Treat any online figure as an estimate. The binding number comes from underwriting, once the surety has reviewed your financials and the specific obligation. Ask for the rate, the minimum premium and whether the quote is a one-off or renews annually before you compare offers.

Surety bond vs bank guarantee vs cash collateral cost

On headline price, a surety bond at 0.5%–5% a year usually undercuts a bank guarantee, whose fees are often comparable or higher and come with a further hidden cost: the bank ties up part of your credit line or demands cash margin, so capital you could deploy elsewhere is frozen for the life of the instrument.

Cash collateral looks "free" because there is no premium, but it is the most expensive option in practice. Posting 100% of the bonded amount in cash removes that money from your business entirely — the real cost is the return you forgo on locked-up capital, which almost always exceeds a 1%–2% surety premium.

That is why a surety bond is the efficient choice for most performance, bid, advance-payment and customs obligations: you pay a small annual premium and keep your cash and bank lines working for the business.

How to lower your rate

Strengthen the file the surety underwrites. Up-to-date financial statements, healthy working capital, low leverage and a clean claims record all pull the rate toward the low end. If your accounts are audited or reviewed, share them — transparency reduces the surety's uncertainty, and uncertainty is what raises price.

Right-size and structure the bond. Ask for the exact bonded amount and term the obligation requires rather than rounding up, and split very long obligations where the contract allows. Building a track record of completed bonded work with the same surety also earns better terms over time — and comparing quotes from a specialist like ERGO ensures you are pricing the same risk fairly.

Frequently asked questions

How much does a surety bond cost?+

A surety bond typically costs 0.5%–5% of the bonded amount per year. The exact rate depends on the bond type, the guaranteed amount, the term, and the applicant's financial strength and claims history. For example, a $100,000 bond at 1.5% costs $1,500 per year.

Is a surety bond paid once or yearly?+

The premium is quoted per year of coverage. A short single-term bond (like a bid bond) is usually paid once for its brief life, while a multi-year obligation is charged per year — so a two-year bond costs roughly twice a one-year bond at the same rate, subject to renewal terms.

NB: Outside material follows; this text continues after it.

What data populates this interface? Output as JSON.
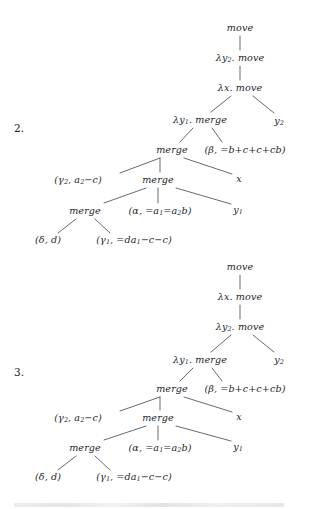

What credit score do I need for a surety bond?+

There is no single cutoff. Sureties underwrite the principal's overall financial strength — balance sheet, working capital, experience and credit history — not just a score. Strong financials earn the lowest rates; weaker profiles still qualify but at a higher percentage, and some sureties offer programs for applicants with limited credit.

Is a surety bond cheaper than a bank guarantee?+

Usually, yes. A surety bond typically costs 0.5%–5% a year, while a bank guarantee often carries comparable or higher fees plus the opportunity cost of the credit line or cash margin it ties up. Counting that frozen capital, the all-in cost of a bank guarantee is generally higher.

Is there a minimum premium on a surety bond?+

Yes. Most sureties apply a minimum premium — commonly a few hundred dollars — so very small bonds have a fixed floor. If the percentage calculation falls below that minimum, you pay the minimum instead. Always compare the percentage rate against the minimum premium.

Is the surety bond premium refundable?+

Generally no. The premium pays for the surety carrying the risk over the bond term, so it is earned and typically non-refundable once the bond is issued — much like an insurance premium. If a bond is cancelled early, refund policies vary by surety and by bond type, so confirm the terms before you buy.